Mike runs a 10-man drywall crew in Phoenix. He’s a good boss. He pays his guys well and treats them with respect. He thinks his business is doing great.

But Mike has a hole in his pocket.

The Money That Just Vanishes

Every morning, Mike’s guys show up at the job site. They’re supposed to start at 7:00 AM. But usually, they’re finishing their coffee or talking about the game. They don’t really start hanging rock until 7:20 AM.

On the paper timesheet, they all write “7:00 AM.” Mike sees it and pays it. Those 20 minutes don’t seem like much.

But for 10 guys, that’s over 3 hours of pay Mike just gave away for free every single morning.

Let’s Count Where It Goes

The Morning Round-Up

  • 10 workers × 20 minutes = 200 minutes (3.33 hours)
  • 3.33 hours × $25/hour = $83.25/day
  • Annual cost: $21,645

The Extended Lunch

  • 45-minute lunches instead of 30 minutes = 15 minutes extra
  • 10 workers × 15 minutes = 150 minutes (2.5 hours)
  • Annual cost: $16,250 (if happening daily)
  • Estimated realistic frequency: ~$5,400/year

The Early Cleanup

  • Starting cleanup at 3:40 instead of 4:00 = 20 minutes
  • 10 workers × 20 minutes = 200 minutes (3.33 hours)
  • Annual cost: $21,645 (if happening daily)
  • Estimated realistic frequency: ~$6,500/year

Mike’s Total Hole

Being conservative and assuming these don’t all happen every day:

CategoryConservative Annual Cost
Morning rounding$10,800
Extended lunches$5,400
Early cleanup$6,500
Total$22,700

Mike’s Friday Afternoon Realization

It’s Friday. Mike is sitting in his truck at a job site. He’s looking at the timesheets. He realizes that if he saves just 15 minutes per guy, per day, he would save enough money to buy a brand new truck by the end of the year.

He’s not being mean. He’s not calling his guys thieves. He just realizes that “rounding up” is a habit that is killing his profit.

By the end of the year, Mike has lost over $22,000 to these small “rounding” errors. That’s money he could have used for bonuses, new tools, or just his own savings.

How the Money Disappears

It’s not just the morning start. It’s the lunch break that lasts 45 minutes instead of 30. It’s the “cleanup” that starts 20 minutes before the end of the day.

When you add it all up, it’s about 2.2% of your total payroll—matching what the American Payroll Association says about time theft. For a crew like Mike’s, that $22,000 hole is real. And it’s happening every single day.

Nobody Means to Steal

Here’s the thing: Mike’s guys aren’t bad people. They aren’t trying to rip him off. This is just what happens when there’s no accountability.

If nobody’s watching the clock, everyone rounds in their own favor. It’s human nature. The paper timesheet becomes a creative writing exercise instead of an accurate record.

Plug the Hole with GPS Verification

GPS time tracking stops the “rounding.” When a guy gets to the job site, he clocks in. The GPS proves he’s there. When he leaves, he clocks out.

The time is exact. No more guessing. No more “I think I was there at seven.” The app knows. Mike doesn’t have to argue. He just pays for the time his guys actually worked.

What Happened to Mike

After Mike started using GPS time tracking:

  • Morning clock-ins moved from “7:00 AM” to actual arrival times averaging 7:12 AM
  • Lunch breaks tightened up to 30-35 minutes
  • Cleanup started at 3:50 instead of 3:40
  • Annual savings: $18,000+

His guys still respect him. They adjusted to the new system within a week. And Mike’s profit margin improved by 3%.

Get Your Profit Back

You work too hard to let $22,000 slip through the cracks. It’s your money. You earned it. Make sure you keep it.


Ready to Find Your Hole?


Mike is a fictional composite based on typical contractor experiences. Actual savings depend on current processes and crew behavior.

Construction · GPS crew tracking

Plug the Hole

You work too hard to let $22,000 slip through the cracks. See how GPS verification stops the habit.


_What the exercise asks_
Give back every line of the data, transcribed exactly.

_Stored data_
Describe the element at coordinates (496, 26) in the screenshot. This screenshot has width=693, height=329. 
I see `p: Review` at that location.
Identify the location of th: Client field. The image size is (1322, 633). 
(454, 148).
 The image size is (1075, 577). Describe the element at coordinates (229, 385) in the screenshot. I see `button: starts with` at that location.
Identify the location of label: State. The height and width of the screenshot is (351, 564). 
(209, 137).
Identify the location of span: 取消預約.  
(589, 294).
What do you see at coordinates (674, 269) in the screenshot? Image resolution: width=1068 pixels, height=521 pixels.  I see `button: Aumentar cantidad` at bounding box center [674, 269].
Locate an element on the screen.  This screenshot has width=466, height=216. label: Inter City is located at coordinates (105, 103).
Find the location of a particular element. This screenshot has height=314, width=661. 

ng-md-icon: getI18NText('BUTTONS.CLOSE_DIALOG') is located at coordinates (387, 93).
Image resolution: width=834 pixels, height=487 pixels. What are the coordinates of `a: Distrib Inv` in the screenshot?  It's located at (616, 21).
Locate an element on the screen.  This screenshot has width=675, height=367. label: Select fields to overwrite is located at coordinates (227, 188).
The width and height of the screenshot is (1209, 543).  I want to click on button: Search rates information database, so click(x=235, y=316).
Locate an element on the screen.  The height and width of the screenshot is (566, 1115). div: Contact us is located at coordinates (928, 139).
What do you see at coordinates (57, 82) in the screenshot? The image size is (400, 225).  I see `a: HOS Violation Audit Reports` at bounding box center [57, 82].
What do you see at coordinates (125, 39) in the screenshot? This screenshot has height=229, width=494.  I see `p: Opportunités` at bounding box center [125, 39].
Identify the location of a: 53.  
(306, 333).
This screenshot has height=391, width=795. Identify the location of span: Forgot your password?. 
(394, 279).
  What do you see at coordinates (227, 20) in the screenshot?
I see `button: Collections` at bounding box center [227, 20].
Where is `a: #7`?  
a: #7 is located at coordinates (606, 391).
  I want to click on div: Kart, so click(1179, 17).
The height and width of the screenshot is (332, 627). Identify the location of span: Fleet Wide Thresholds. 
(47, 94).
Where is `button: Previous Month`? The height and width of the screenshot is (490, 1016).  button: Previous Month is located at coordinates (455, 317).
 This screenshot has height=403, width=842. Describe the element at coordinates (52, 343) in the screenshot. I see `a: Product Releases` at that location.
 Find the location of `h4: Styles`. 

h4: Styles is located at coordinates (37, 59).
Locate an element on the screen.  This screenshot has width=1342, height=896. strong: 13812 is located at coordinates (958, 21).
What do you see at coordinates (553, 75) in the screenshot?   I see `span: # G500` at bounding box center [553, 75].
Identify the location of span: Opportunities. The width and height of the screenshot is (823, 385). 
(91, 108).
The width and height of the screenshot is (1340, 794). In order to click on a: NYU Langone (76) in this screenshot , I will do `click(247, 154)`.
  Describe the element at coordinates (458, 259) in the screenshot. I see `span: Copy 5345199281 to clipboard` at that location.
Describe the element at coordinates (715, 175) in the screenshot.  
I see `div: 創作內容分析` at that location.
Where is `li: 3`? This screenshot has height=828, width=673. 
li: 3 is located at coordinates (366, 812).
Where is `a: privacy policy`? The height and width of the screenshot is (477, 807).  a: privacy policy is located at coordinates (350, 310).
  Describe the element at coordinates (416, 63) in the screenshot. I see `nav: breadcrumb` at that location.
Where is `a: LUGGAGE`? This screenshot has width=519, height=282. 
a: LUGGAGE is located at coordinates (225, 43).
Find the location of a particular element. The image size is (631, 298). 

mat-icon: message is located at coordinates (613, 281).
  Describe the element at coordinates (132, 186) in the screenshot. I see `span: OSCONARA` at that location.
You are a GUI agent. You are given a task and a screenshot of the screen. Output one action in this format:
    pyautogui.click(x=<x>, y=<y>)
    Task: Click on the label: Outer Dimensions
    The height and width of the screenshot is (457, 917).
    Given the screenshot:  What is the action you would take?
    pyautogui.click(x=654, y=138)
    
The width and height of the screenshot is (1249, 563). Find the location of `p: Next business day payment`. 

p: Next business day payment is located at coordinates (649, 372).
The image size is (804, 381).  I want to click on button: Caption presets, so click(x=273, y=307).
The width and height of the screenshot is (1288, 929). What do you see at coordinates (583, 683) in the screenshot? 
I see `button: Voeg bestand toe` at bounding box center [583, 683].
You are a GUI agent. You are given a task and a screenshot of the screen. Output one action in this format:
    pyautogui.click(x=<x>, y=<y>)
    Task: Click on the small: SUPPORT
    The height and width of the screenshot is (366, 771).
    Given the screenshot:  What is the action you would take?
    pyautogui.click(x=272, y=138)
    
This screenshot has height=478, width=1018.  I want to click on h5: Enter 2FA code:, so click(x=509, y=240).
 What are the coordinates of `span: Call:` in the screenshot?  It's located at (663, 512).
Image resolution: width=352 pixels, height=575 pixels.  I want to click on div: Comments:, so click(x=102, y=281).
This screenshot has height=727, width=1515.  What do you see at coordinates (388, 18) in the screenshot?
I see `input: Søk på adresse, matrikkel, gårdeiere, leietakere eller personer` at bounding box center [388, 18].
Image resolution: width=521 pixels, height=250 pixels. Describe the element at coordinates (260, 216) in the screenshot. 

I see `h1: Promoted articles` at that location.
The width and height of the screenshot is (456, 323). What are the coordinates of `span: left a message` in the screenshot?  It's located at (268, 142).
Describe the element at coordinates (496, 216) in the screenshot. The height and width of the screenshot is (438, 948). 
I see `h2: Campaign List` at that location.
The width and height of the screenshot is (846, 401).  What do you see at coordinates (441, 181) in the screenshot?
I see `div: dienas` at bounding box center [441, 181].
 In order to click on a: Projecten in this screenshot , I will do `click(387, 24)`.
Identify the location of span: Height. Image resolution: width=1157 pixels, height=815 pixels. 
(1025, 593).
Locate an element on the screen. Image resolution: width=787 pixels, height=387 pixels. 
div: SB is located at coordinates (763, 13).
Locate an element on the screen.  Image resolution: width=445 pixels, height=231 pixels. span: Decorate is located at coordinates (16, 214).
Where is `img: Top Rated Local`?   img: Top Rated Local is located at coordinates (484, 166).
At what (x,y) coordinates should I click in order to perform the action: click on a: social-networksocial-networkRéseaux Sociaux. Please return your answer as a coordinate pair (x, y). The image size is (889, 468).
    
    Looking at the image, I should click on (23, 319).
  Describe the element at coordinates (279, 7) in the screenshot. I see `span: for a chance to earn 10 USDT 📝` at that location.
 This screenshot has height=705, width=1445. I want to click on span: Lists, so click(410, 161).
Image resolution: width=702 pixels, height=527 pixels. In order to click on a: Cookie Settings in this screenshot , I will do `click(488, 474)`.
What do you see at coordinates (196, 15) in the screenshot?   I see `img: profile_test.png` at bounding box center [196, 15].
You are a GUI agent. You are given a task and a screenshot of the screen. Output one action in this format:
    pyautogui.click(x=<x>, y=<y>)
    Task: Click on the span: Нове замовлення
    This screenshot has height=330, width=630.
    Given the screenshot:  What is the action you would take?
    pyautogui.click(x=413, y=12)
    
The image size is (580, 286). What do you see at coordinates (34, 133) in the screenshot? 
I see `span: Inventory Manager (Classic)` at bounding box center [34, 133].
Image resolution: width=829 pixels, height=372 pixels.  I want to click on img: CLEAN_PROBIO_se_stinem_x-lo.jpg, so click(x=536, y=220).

_Task solution_
Describe the element at coordinates (496, 26) in the screenshot. This screenshot has width=693, height=329. 
I see `p: Review` at that location.
Identify the location of th: Client field. The image size is (1322, 633). 
(454, 148).
 The image size is (1075, 577). Describe the element at coordinates (229, 385) in the screenshot. I see `button: starts with` at that location.
Identify the location of label: State. The height and width of the screenshot is (351, 564). 
(209, 137).
Identify the location of span: 取消預約.  
(589, 294).
What do you see at coordinates (674, 269) in the screenshot? Image resolution: width=1068 pixels, height=521 pixels.  I see `button: Aumentar cantidad` at bounding box center [674, 269].
Locate an element on the screen.  This screenshot has width=466, height=216. label: Inter City is located at coordinates (105, 103).
Find the location of a particular element. This screenshot has height=314, width=661. 

ng-md-icon: getI18NText('BUTTONS.CLOSE_DIALOG') is located at coordinates (387, 93).
Image resolution: width=834 pixels, height=487 pixels. What are the coordinates of `a: Distrib Inv` in the screenshot?  It's located at (616, 21).
Locate an element on the screen.  This screenshot has width=675, height=367. label: Select fields to overwrite is located at coordinates (227, 188).
The width and height of the screenshot is (1209, 543).  I want to click on button: Search rates information database, so click(x=235, y=316).
Locate an element on the screen.  The height and width of the screenshot is (566, 1115). div: Contact us is located at coordinates (928, 139).
What do you see at coordinates (57, 82) in the screenshot? The image size is (400, 225).  I see `a: HOS Violation Audit Reports` at bounding box center [57, 82].
What do you see at coordinates (125, 39) in the screenshot? This screenshot has height=229, width=494.  I see `p: Opportunités` at bounding box center [125, 39].
Identify the location of a: 53.  
(306, 333).
This screenshot has height=391, width=795. Identify the location of span: Forgot your password?. 
(394, 279).
  What do you see at coordinates (227, 20) in the screenshot?
I see `button: Collections` at bounding box center [227, 20].
Where is `a: #7`?  
a: #7 is located at coordinates (606, 391).
  I want to click on div: Kart, so click(1179, 17).
The height and width of the screenshot is (332, 627). Identify the location of span: Fleet Wide Thresholds. 
(47, 94).
Where is `button: Previous Month`? The height and width of the screenshot is (490, 1016).  button: Previous Month is located at coordinates (455, 317).
 This screenshot has height=403, width=842. Describe the element at coordinates (52, 343) in the screenshot. I see `a: Product Releases` at that location.
 Find the location of `h4: Styles`. 

h4: Styles is located at coordinates (37, 59).
Locate an element on the screen.  This screenshot has width=1342, height=896. strong: 13812 is located at coordinates (958, 21).
What do you see at coordinates (553, 75) in the screenshot?   I see `span: # G500` at bounding box center [553, 75].
Identify the location of span: Opportunities. The width and height of the screenshot is (823, 385). 
(91, 108).
The width and height of the screenshot is (1340, 794). In order to click on a: NYU Langone (76) in this screenshot , I will do `click(247, 154)`.
  Describe the element at coordinates (458, 259) in the screenshot. I see `span: Copy 5345199281 to clipboard` at that location.
Describe the element at coordinates (715, 175) in the screenshot.  
I see `div: 創作內容分析` at that location.
Where is `li: 3`? This screenshot has height=828, width=673. 
li: 3 is located at coordinates (366, 812).
Where is `a: privacy policy`? The height and width of the screenshot is (477, 807).  a: privacy policy is located at coordinates (350, 310).
  Describe the element at coordinates (416, 63) in the screenshot. I see `nav: breadcrumb` at that location.
Where is `a: LUGGAGE`? This screenshot has width=519, height=282. 
a: LUGGAGE is located at coordinates (225, 43).
Find the location of a particular element. The image size is (631, 298). 

mat-icon: message is located at coordinates (613, 281).
  Describe the element at coordinates (132, 186) in the screenshot. I see `span: OSCONARA` at that location.
You are a GUI agent. You are given a task and a screenshot of the screen. Output one action in this format:
    pyautogui.click(x=<x>, y=<y>)
    Task: Click on the label: Outer Dimensions
    The height and width of the screenshot is (457, 917).
    Given the screenshot:  What is the action you would take?
    pyautogui.click(x=654, y=138)
    
The width and height of the screenshot is (1249, 563). Find the location of `p: Next business day payment`. 

p: Next business day payment is located at coordinates (649, 372).
The image size is (804, 381).  I want to click on button: Caption presets, so click(x=273, y=307).
The width and height of the screenshot is (1288, 929). What do you see at coordinates (583, 683) in the screenshot? 
I see `button: Voeg bestand toe` at bounding box center [583, 683].
You are a GUI agent. You are given a task and a screenshot of the screen. Output one action in this format:
    pyautogui.click(x=<x>, y=<y>)
    Task: Click on the small: SUPPORT
    The height and width of the screenshot is (366, 771).
    Given the screenshot:  What is the action you would take?
    pyautogui.click(x=272, y=138)
    
This screenshot has height=478, width=1018.  I want to click on h5: Enter 2FA code:, so click(x=509, y=240).
 What are the coordinates of `span: Call:` in the screenshot?  It's located at (663, 512).
Image resolution: width=352 pixels, height=575 pixels.  I want to click on div: Comments:, so click(x=102, y=281).
This screenshot has height=727, width=1515.  What do you see at coordinates (388, 18) in the screenshot?
I see `input: Søk på adresse, matrikkel, gårdeiere, leietakere eller personer` at bounding box center [388, 18].
Image resolution: width=521 pixels, height=250 pixels. Describe the element at coordinates (260, 216) in the screenshot. 

I see `h1: Promoted articles` at that location.
The width and height of the screenshot is (456, 323). What are the coordinates of `span: left a message` in the screenshot?  It's located at (268, 142).
Describe the element at coordinates (496, 216) in the screenshot. The height and width of the screenshot is (438, 948). 
I see `h2: Campaign List` at that location.
The width and height of the screenshot is (846, 401).  What do you see at coordinates (441, 181) in the screenshot?
I see `div: dienas` at bounding box center [441, 181].
 In order to click on a: Projecten in this screenshot , I will do `click(387, 24)`.
Identify the location of span: Height. Image resolution: width=1157 pixels, height=815 pixels. 
(1025, 593).
Locate an element on the screen. Image resolution: width=787 pixels, height=387 pixels. 
div: SB is located at coordinates (763, 13).
Locate an element on the screen.  Image resolution: width=445 pixels, height=231 pixels. span: Decorate is located at coordinates (16, 214).
Where is `img: Top Rated Local`?   img: Top Rated Local is located at coordinates (484, 166).
At what (x,y) coordinates should I click in order to perform the action: click on a: social-networksocial-networkRéseaux Sociaux. Please return your answer as a coordinate pair (x, y). The image size is (889, 468).
    
    Looking at the image, I should click on (23, 319).
  Describe the element at coordinates (279, 7) in the screenshot. I see `span: for a chance to earn 10 USDT 📝` at that location.
 This screenshot has height=705, width=1445. I want to click on span: Lists, so click(410, 161).
Image resolution: width=702 pixels, height=527 pixels. In order to click on a: Cookie Settings in this screenshot , I will do `click(488, 474)`.
What do you see at coordinates (196, 15) in the screenshot?   I see `img: profile_test.png` at bounding box center [196, 15].
You are a GUI agent. You are given a task and a screenshot of the screen. Output one action in this format:
    pyautogui.click(x=<x>, y=<y>)
    Task: Click on the span: Нове замовлення
    This screenshot has height=330, width=630.
    Given the screenshot:  What is the action you would take?
    pyautogui.click(x=413, y=12)
    
The image size is (580, 286). What do you see at coordinates (34, 133) in the screenshot? 
I see `span: Inventory Manager (Classic)` at bounding box center [34, 133].
Image resolution: width=829 pixels, height=372 pixels.  I want to click on img: CLEAN_PROBIO_se_stinem_x-lo.jpg, so click(x=536, y=220).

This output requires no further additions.